Tuesday, February 14, 2012

Love Notes by Rebecca Forster


Love Notes: Hitting the Right Ones
by Rebecca Forster

It’s Valentine’s Day once again. Time to express our love, admiration and/or adoration with candy, flowers, and cards in colorful envelopes. It is cards in a colorful envelope that cause me to sweat. Over the course of thirty-five Valentine’s Days, I have penned every permutation of ‘I Love You’ that I can think of to my husband.  Sitting with the yearly card in front of me, wishing it was already in the envelope, I was stumped, so I started thinking about the words we choose as authors to express love between our characters.

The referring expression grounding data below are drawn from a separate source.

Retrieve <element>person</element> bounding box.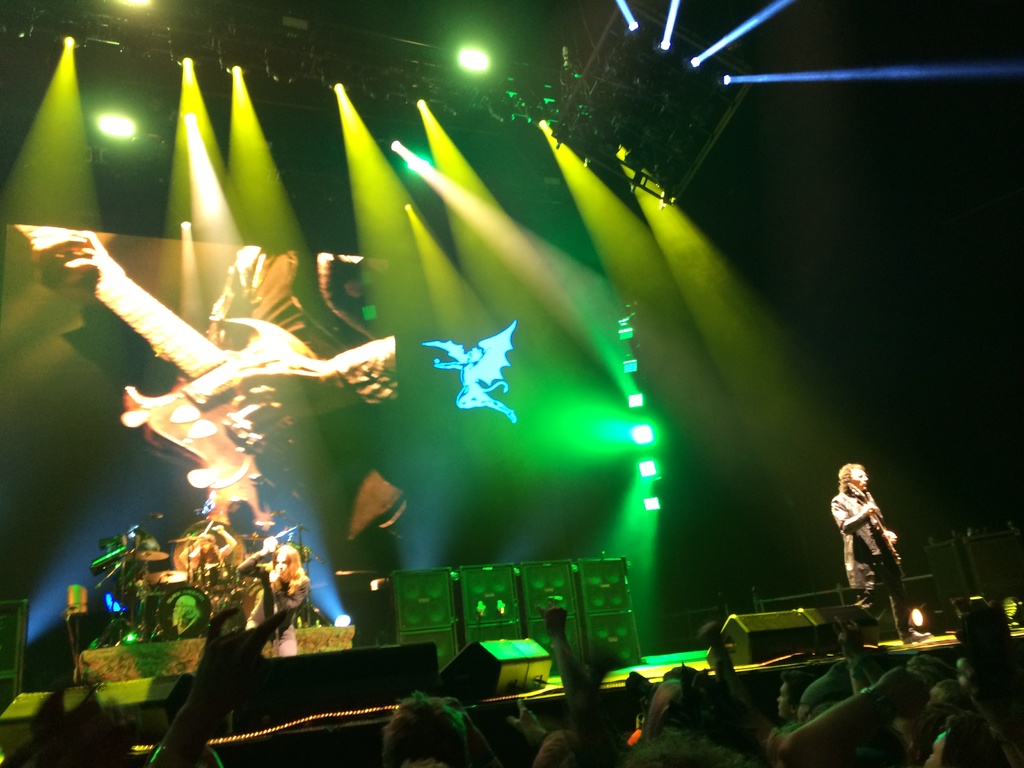
Bounding box: <region>836, 465, 915, 630</region>.
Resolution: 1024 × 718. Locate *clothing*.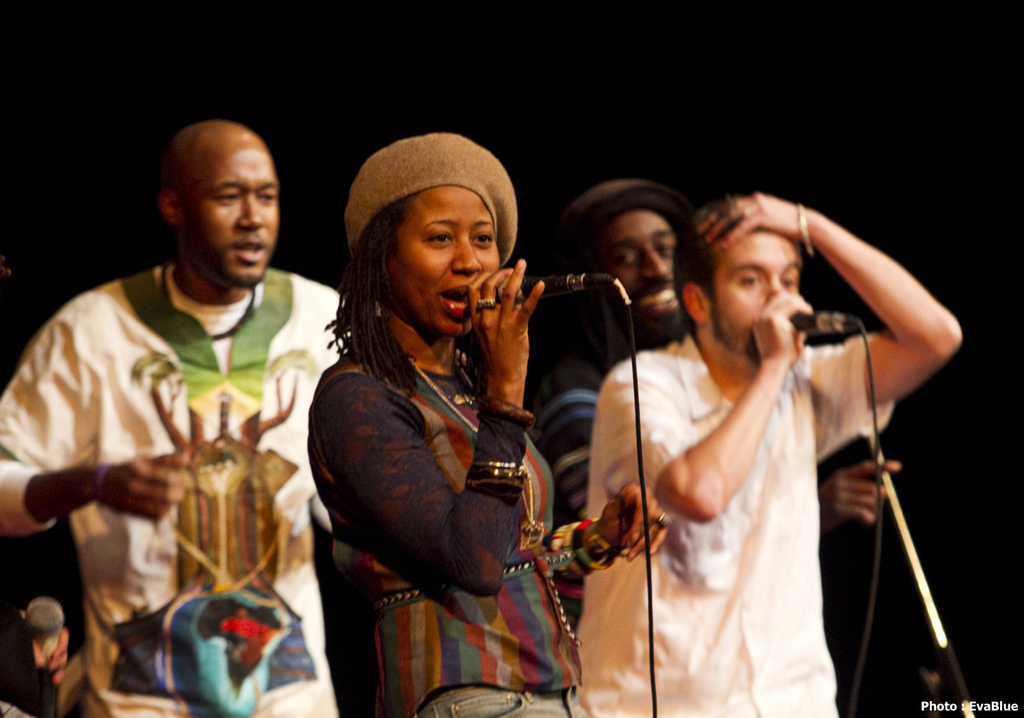
detection(0, 262, 346, 717).
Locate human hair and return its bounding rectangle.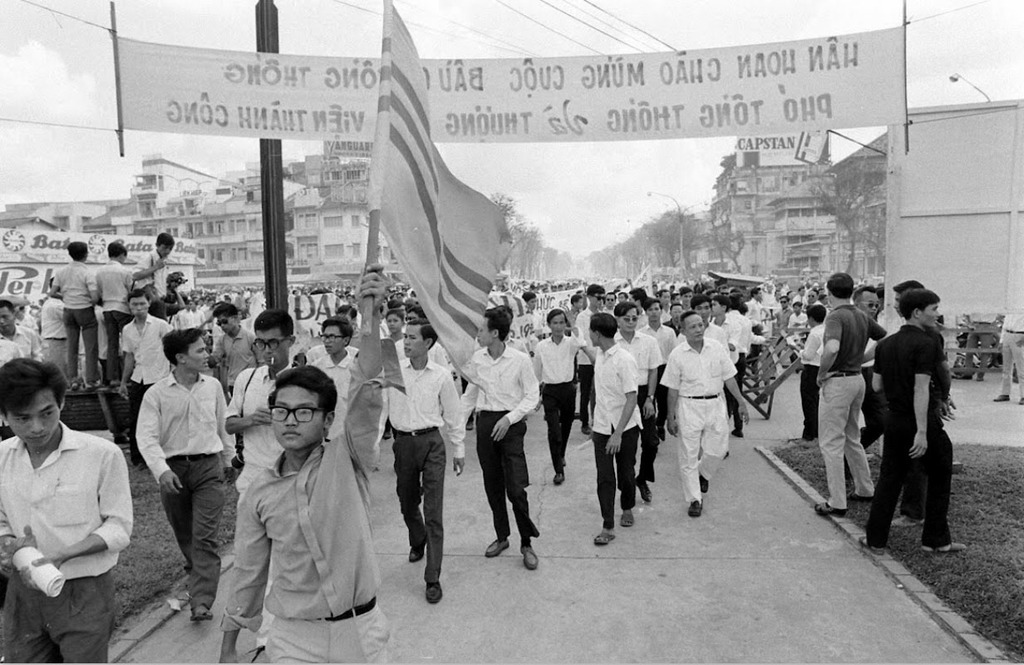
210:303:238:323.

To that end, I took my favorite passage from Hostile Witness and analyzed why I found it sexy, deep and real.  Every author is different, but here is here is how I believe I hit the right love notes between Josie and Archer in the Witness Series.

HOSTILE WITNESS
Introduction of character’s relationship

Josie got out of bed and searched for her clothes. She found her muscle shirt and panties but the sweats and sports bra were missing in action. (It would have been easier to say ‘naked’, but I liked that she was comfortable without her clothes. This passage felt sexy to me) She shimmied into what she had, glanced at the picture of Lexi, Archer’s dead wife, and then went looking for the man they shared. (This note creates an instant characterization of Archer as unafraid of commitment and Josie as a woman who honors his first love) She found him on the rooftop balcony, a perk of owning the building.
“Morning,” Josie walked up behind him and wound her arms around his waist. He was a big man; made her feel downright dainty. She loved the smell of his shirt. Starched and pressed by the man who wore it. (Archer is a guy who can fend for himself, something an independent woman would love.  Josie’s note about his size making her feel dainty, tells us that she is not a small woman and that she doesn’t mind feeling protected.)
“Don’t move,” he commanded.
Josie didn’t but only because she didn’t want to. (Josie chooses to do what her lover asks.) She held her breath, loving the feel of him when he was excited by what he saw through his lens. His gut tightened beneath her hands. A solitary muscle rippled. Quick like a snake. A click. He sighed with satisfaction and stood up slowly, surveying the beach once more before turning around to kiss Josie. (To me, a detail is very telling. Her notice of the one muscle rippling speaks to how familiar Josie is with her lover’s body.) She kissed him back just long enough for them both to be happy. (She cares about his needs). When she slipped out of his arms, he let her go. (He understands her.) No nonsense. No jealousy. No neediness.  Respect. Affection. Comfort. Chemistry. It was the kind of relationship people who could take care of themselves did well. (Deep love in a nutshell).

Writing love scenes is as challenging as writing sex scenes. Sometimes they are one and the same, sometimes they aren’t. The way to create successful, believable relationships between characters is to ‘show’ their reality and shade a your character’s lives with the extra notes that provide a background to the more prominent melody.

The end result of communicating a fabulous fictional relationship should look effortless even though a lot of hard work goes into composing it – just like love in real life.